Action item =>
Once the line containing "Find the location of a particular element. Image" is found, please copy it and all lines after it through the end of the records, exactly, leaving out pictures.
*** Dataset Section Begins ***
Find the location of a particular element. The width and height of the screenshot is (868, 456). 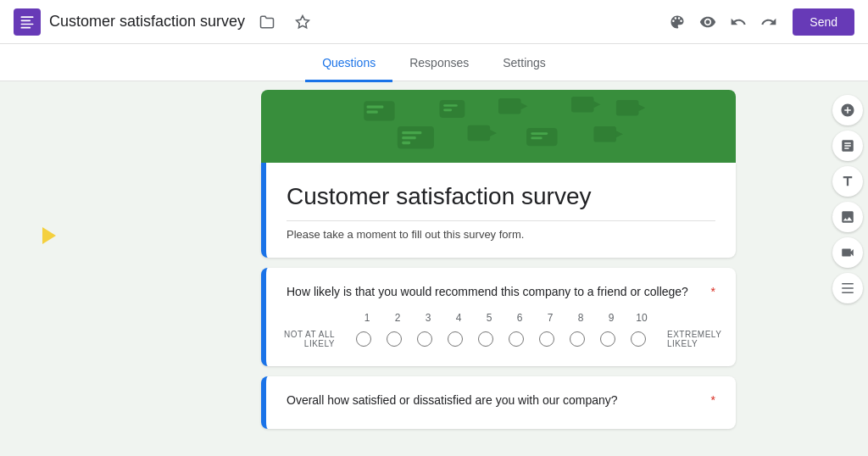

palette-button is located at coordinates (677, 22).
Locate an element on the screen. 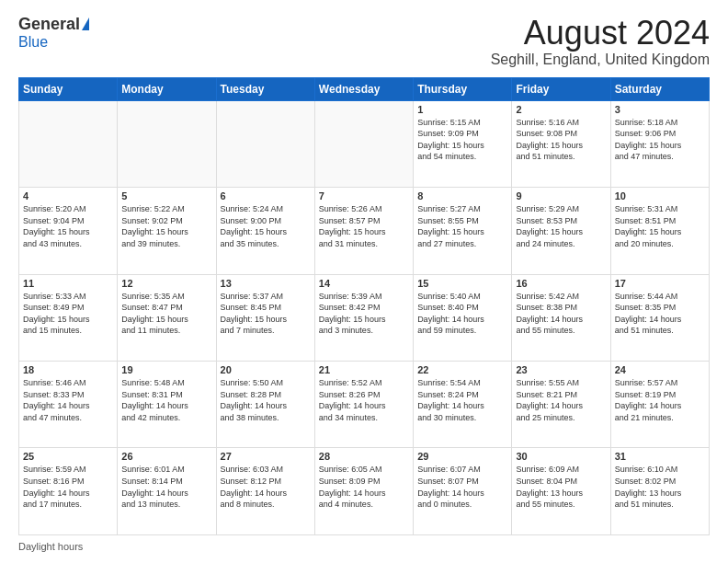 This screenshot has height=563, width=728. calendar-cell: 20Sunrise: 5:50 AM Sunset: 8:28 PM Dayli… is located at coordinates (265, 405).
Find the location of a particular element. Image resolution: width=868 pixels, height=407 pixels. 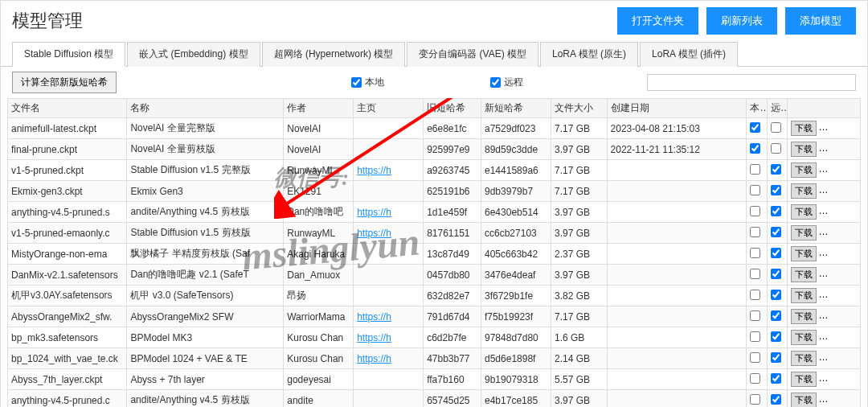

col-oldhash: 旧短哈希 is located at coordinates (452, 109).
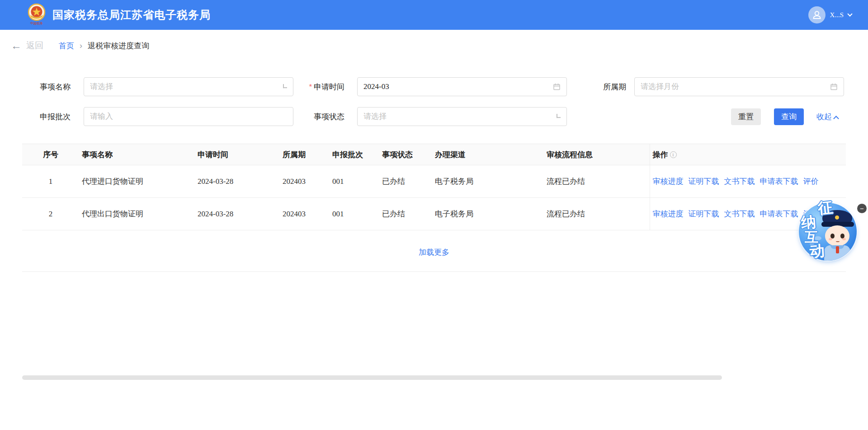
*** Dataset Section Ends ***
Reply to the exercise =>
Find the location of a particular element. Image resolution: width=868 pixels, height=407 pixels. 

col-oldhash: 旧短哈希 is located at coordinates (452, 109).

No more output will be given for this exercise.